I awoke just before dawn, with a half-moon pushing through the clouds. The soldiers’ fires at the perimeter were low now, but still burning. Nearby, sleepers were beginning to awaken.
A line formed for hot oatmeal, hard-boiled eggs, coffee. Then everyone gathered to resume the march. A black girl washed her bare feet, then her sneakers, in a stream alongside the road. Near her was a minister, his coat streaked with mud. A black woman without shoes had her feet wrapped in plastic. Andy Young was calling over the main transmitter to Montgomery. “Get us some shoes. We need forty pairs of shoes, all sizes, for women and kids. They’ve been walking barefoot the past twenty-four hours.”
At exactly 7:00 A.M., an Army helicopter fluttered overhead and the march began, down to the main highway and on to Montgomery, with Martin Luther King and Andy Young and some SNCC people in the lead. On both sides of the march, as far forward and back as you could see, there were soldiers.
I was walking next to Eric Weinberger, a legendary pacifist, a veteran of torture in Southern jails, of beatings and cattle prods, who once fasted thirty-one days in jail. As Eric and I walked along, he pointed to the soldiers guarding the march. “Do you agree with that?” he asked.
“Yes, I’m glad they’re there,” I said. I understood his point. He was holding steady to pacifist-anarchist principle: do not use the instruments of the state, even on your behalf; do not use coercion, even against violent racists. But I was not an absolutist on the use of the state if, under popular pressure, it became a force for good. We agreed to disagree.
With the sun shining beautifully overhead, the marchers sang. “Freedom! Freedom! Freedom’s coming and it won’t be long.” Of course it would be long, but did that matter if people were on the move, knowing they were shortening the distance however long it was?
It was seventeen miles to the edge of Montgomery, the original straggling line of three hundred thickening by the hour as thousands joined, whites and blacks who had come from all over the country. There was sunshine most of the way, then three or four bursts of drenching rain.

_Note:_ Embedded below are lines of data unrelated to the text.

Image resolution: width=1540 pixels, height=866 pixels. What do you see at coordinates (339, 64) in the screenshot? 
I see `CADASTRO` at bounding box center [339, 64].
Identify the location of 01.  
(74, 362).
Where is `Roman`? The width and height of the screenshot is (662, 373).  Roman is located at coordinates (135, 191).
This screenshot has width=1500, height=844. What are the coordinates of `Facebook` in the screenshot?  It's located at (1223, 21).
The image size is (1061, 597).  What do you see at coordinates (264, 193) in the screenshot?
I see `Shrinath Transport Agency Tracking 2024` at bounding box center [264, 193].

On the porch of a cabin set way back from the road, eight tiny black children stood in a line and waved, an old hobby horse in the front yard.

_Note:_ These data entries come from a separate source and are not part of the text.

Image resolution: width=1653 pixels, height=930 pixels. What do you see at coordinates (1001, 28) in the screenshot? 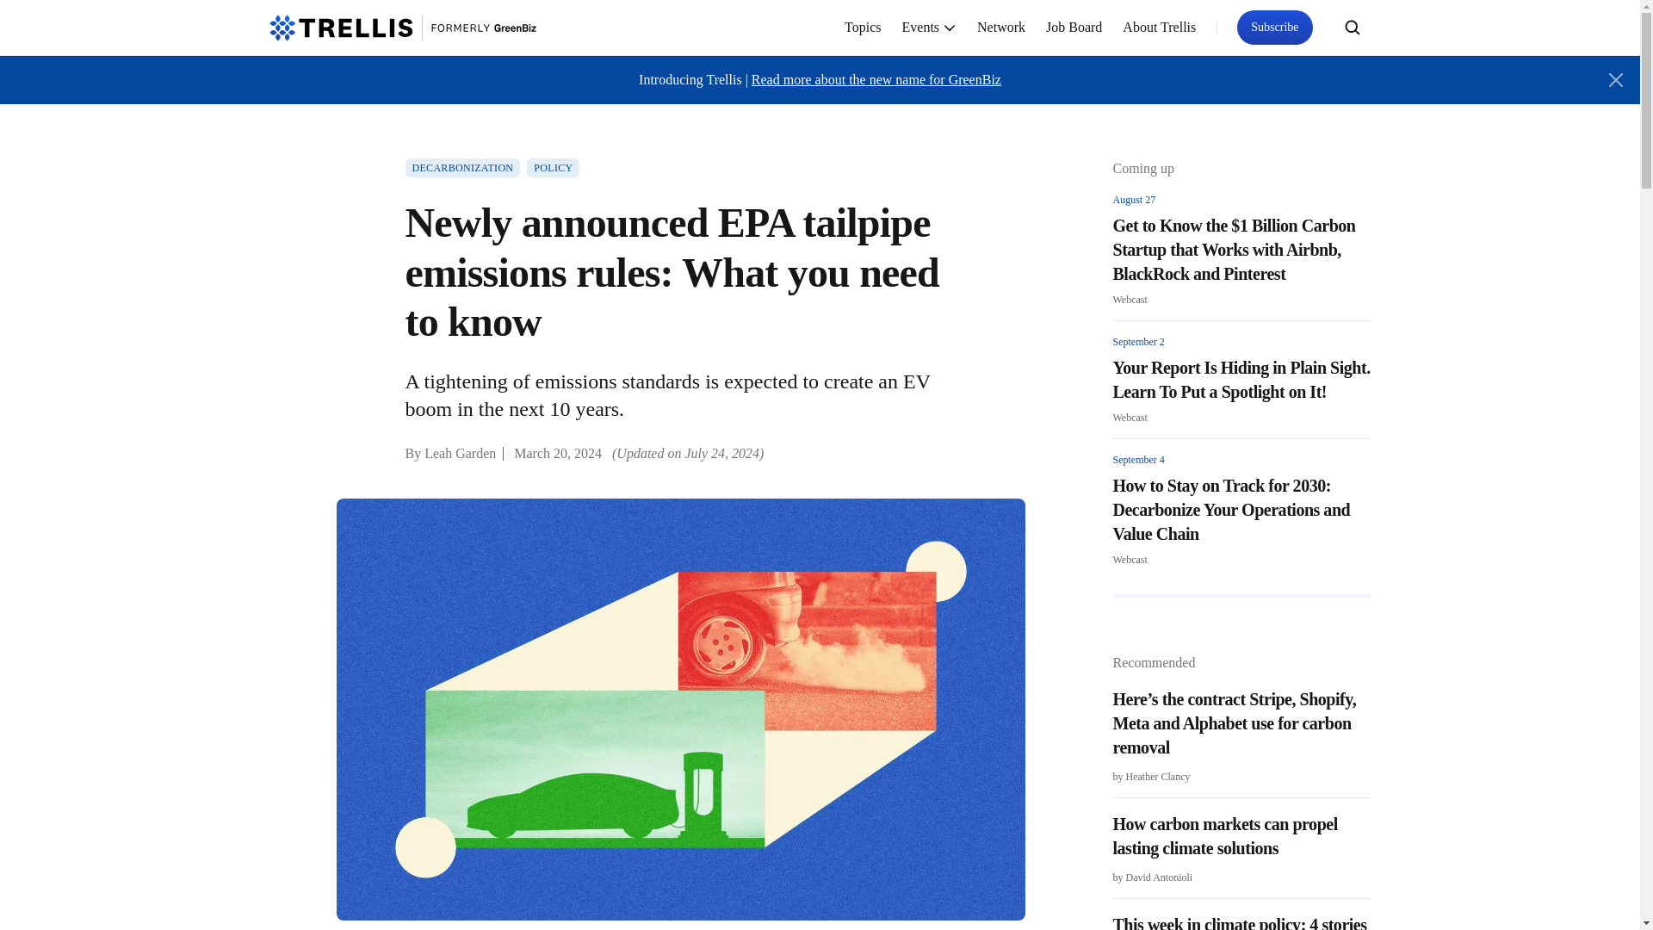
I see `Network` at bounding box center [1001, 28].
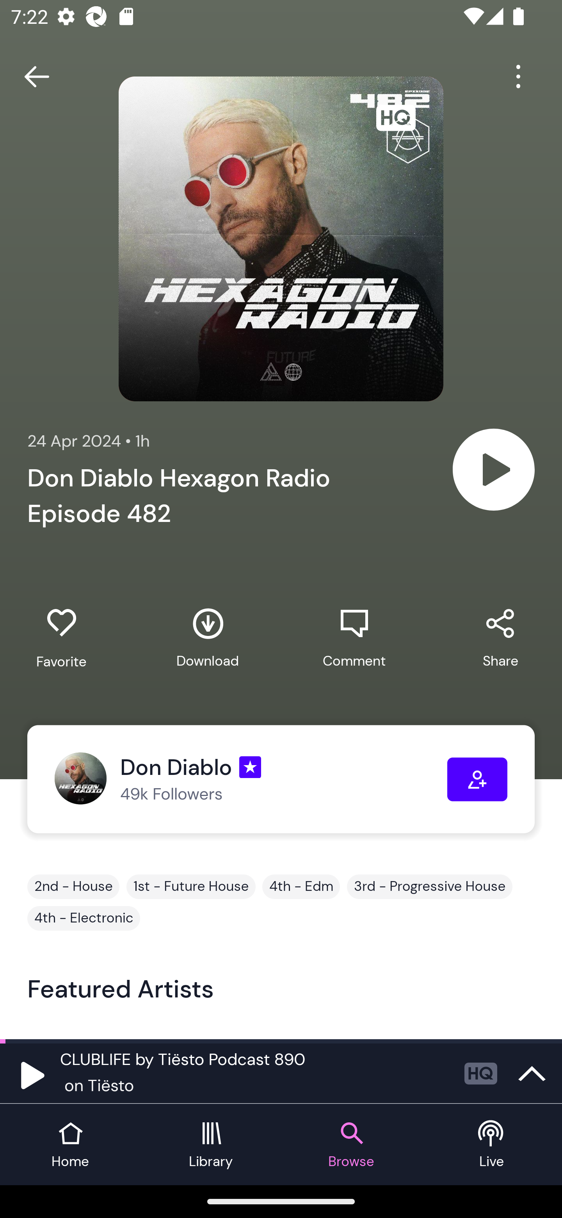  Describe the element at coordinates (501, 638) in the screenshot. I see `Share` at that location.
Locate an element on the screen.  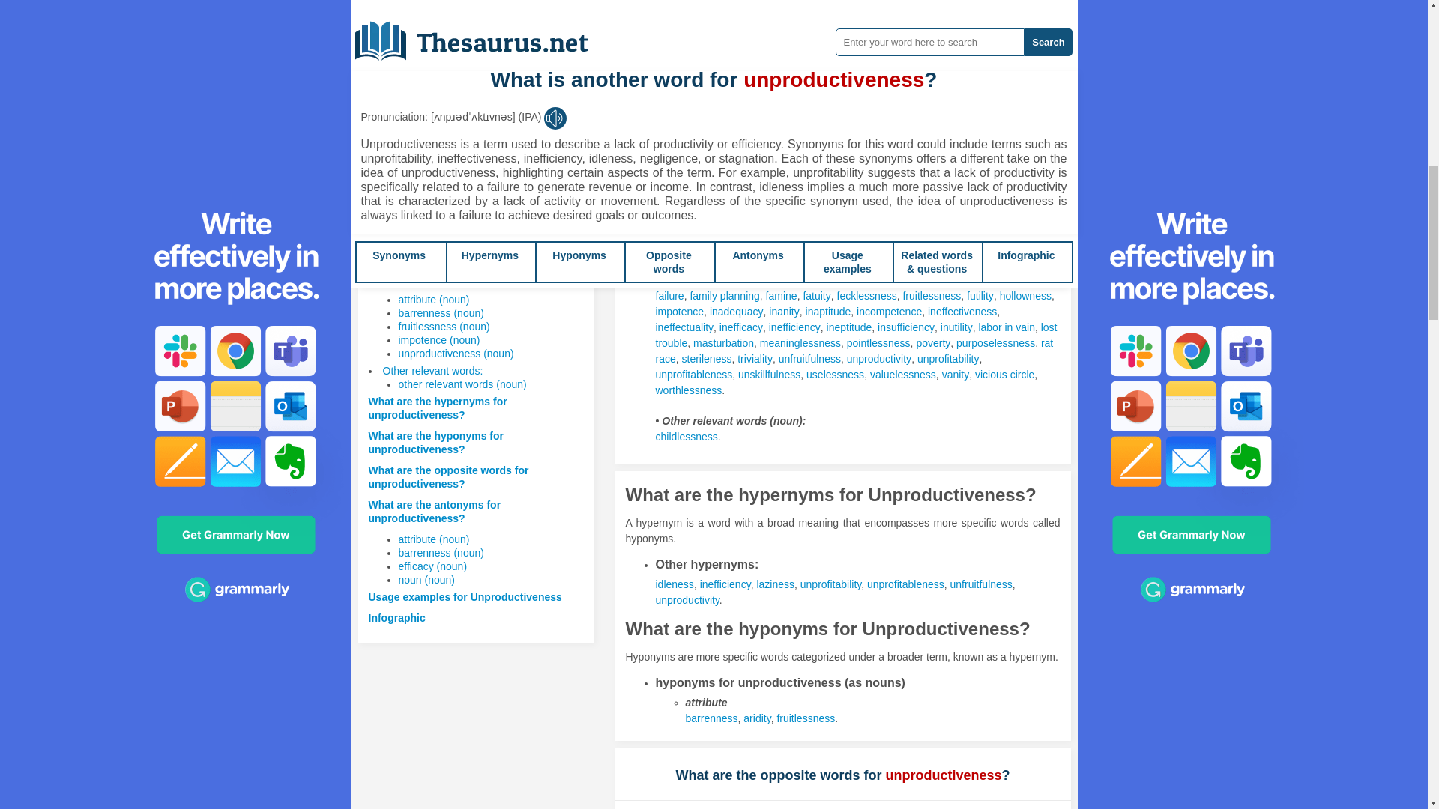
Synonyms for Unproductiveness is located at coordinates (1017, 264).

A red-faced portly Irishman, newly arrived from Dublin, wearing a trench coat, held the hand of a little black boy who walked barefoot next to him. A Greyhound bus rode past with black kids on the way to school. They leaned out the window, shouting, “Freedom!” A one-legged young white man on crutches, a black skullcap over his red hair, marched along quickly with the rest.
A group of white workingmen along the road watched silently. As we reached the outskirts of Montgomery, students poured out of a black high school, lined the streets, and waved and sang as the marchers went by. A jet plane zoomed close overhead and everyone stretched arms to the sky, shouting, “FREEDOM! FREEDOM!”

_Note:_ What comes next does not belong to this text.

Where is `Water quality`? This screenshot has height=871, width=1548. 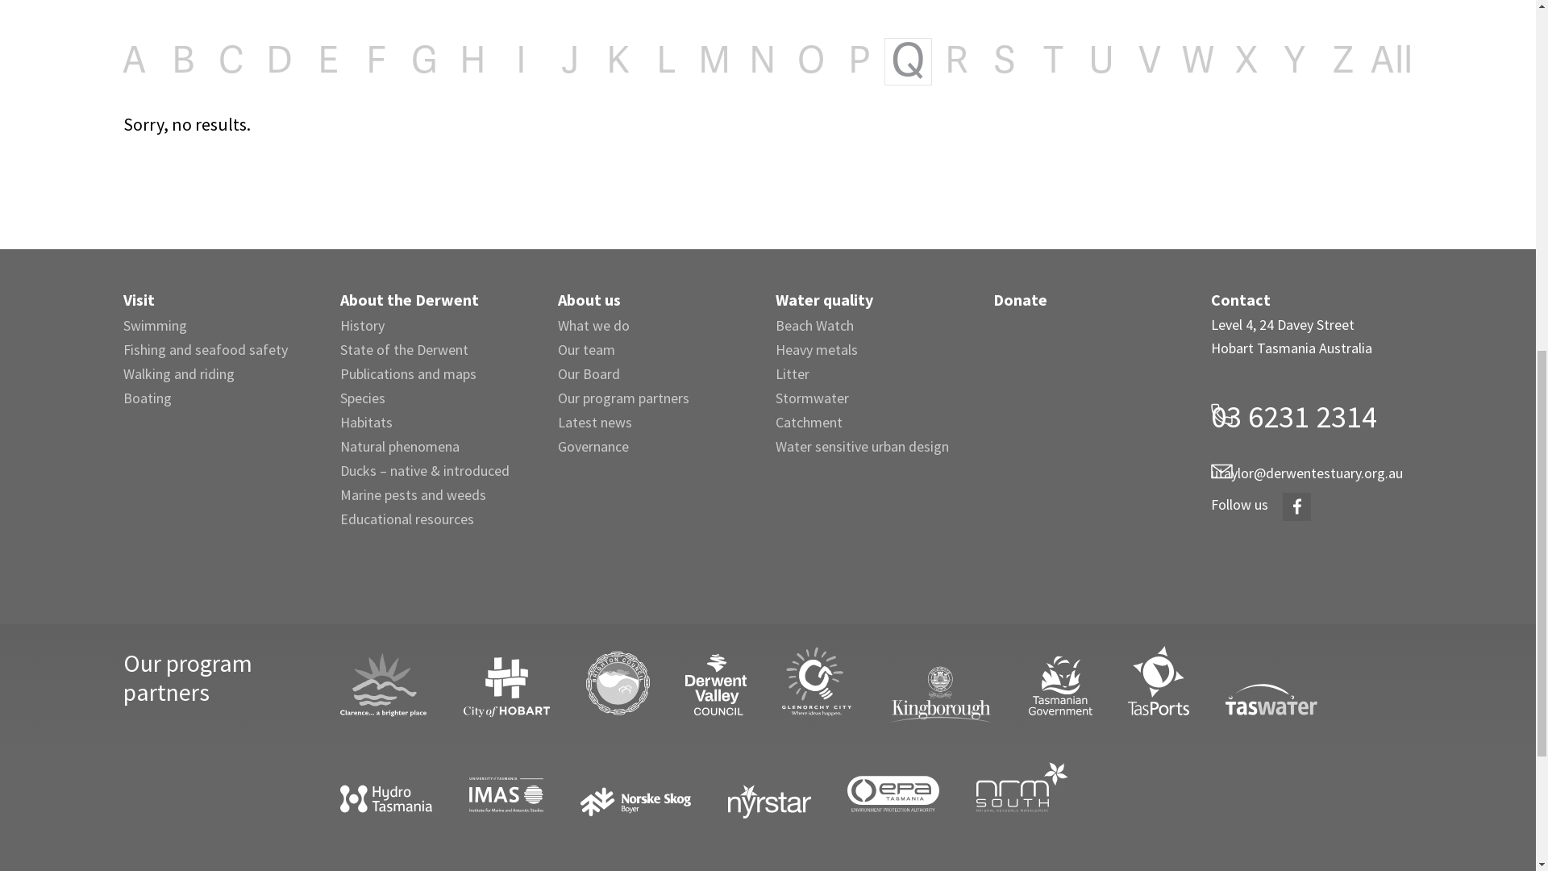
Water quality is located at coordinates (1059, 85).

Once in the city, I left the march. I knew there would be a wonderful gathering at the capitol and a huge crowd, which King and others would address, but I wanted to get home. I made my way to the airport, and ran into Whitney Young, my old Atlanta University colleague, now head of the National Urban League. He was coming off a plane to join the celebration.
Whitney and I went into the airport cafeteria and sat down at a table to have a cup of coffee. We weren’t sure if that would work. And we must have looked odd together, not just because of the difference in race, but because Whitney, tall and handsome as always, was in a dark suit, white shirt, and tie, and I was quite bedraggled, unshaven, my clothes still splattered with mud from the march.
The woman who came to wait on our table looked us over. She was not happy. I saw that on her apron she wore a huge button with the one word that had become the defiant slogan of the segregationists: NEVER! But something had changed in Alabama, because she brought us our coffee. Obviously, although the marchers’ song was not quite true (“Freedom’s coming and it won’t be long”), the claim on the button was now certainly false.